Checking Out VPPPA's Big Show

We'll post reports from the national convention on our website, so be on the lookout during those late August days for items of interest about leadership keynotes and educational sessions.

I'm scheduled to attend the Voluntary Protection Programs Participants' Association, Inc.'s 30th annual national convention this month at the Gaylord National Hotel, and I'm expecting it will be an excellent conference. VPPPA, now comprising more than 2,300 sites with upwards of 900,000 employees, expects about 3,000 people to attend the Aug. 25-28 event to check out some of the educational sessions and a big expo that I'm eager to visit. Looking over the listed exhibitors, I believe this conference's expo has grown as large as the AIHce conference's exhibits and is as eclectic as the ASSE conference's expos.

Our magazine has partnered with VPPPA for the past two years, trying to help them publicize their annual conference and offering a "supercast" of two webinars presented by experts who had also presented sessions at the one of the association's regional conferences. These have gone very well: While 932 people registered to attend our 2013 webinars, our June 25, 2014, webinars on emergency evacuation and incentives (both from the Region VI conference in May 2014) dwarfed that number, with a combined 1,388 people signed up in advance for them.

We'll post reports from the national convention on our website, so be on the lookout during those late August days for items of interest about leadership keynotes and educational sessions on topics that range from behavior-based safety and GHS to VPP for small companies, best practices for a VPP mobile workforce company, slip and fall safety, electrical safety PPE, lockout/tagout, OSHA's Special Government Employee program, confined spaces, contractor safety, and much more.

One session surely worth attending concerns OSHA's VPP Policy Memorandum #7, https://www.osha.gov/dcsp/vpp/policy_memo7.html, issued by Assistant Secretary Dr.
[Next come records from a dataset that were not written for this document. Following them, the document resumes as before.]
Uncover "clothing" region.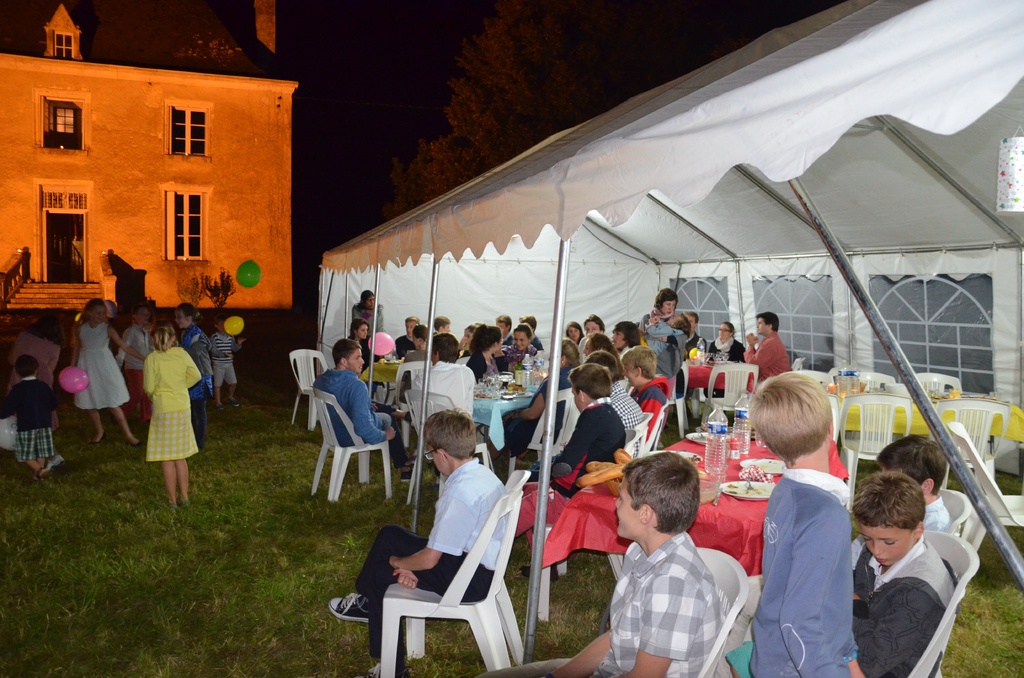
Uncovered: select_region(632, 377, 671, 437).
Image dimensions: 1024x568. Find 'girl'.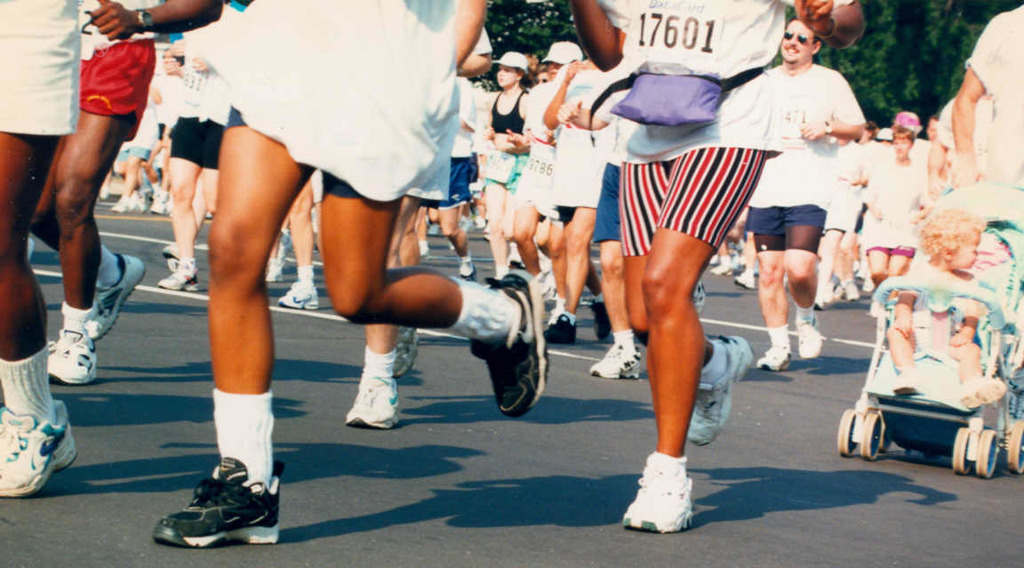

David Michaels on May 29, 2013. It defined a new status of VPP/Mobile Workforce site participation during an OSHA inspection and enforcement action following a fatality or catastrophe at that site, and it explained that the assistant secretary's office and the Directorate of Cooperative and State Programs should be notified of any such fatality or catastrophe.

This article originally appeared in the August 2014 issue of Occupational Health & Safety.

About the Author

Jerry Laws is Editor of Occupational Health & Safety magazine, which is owned by 1105 Media Inc.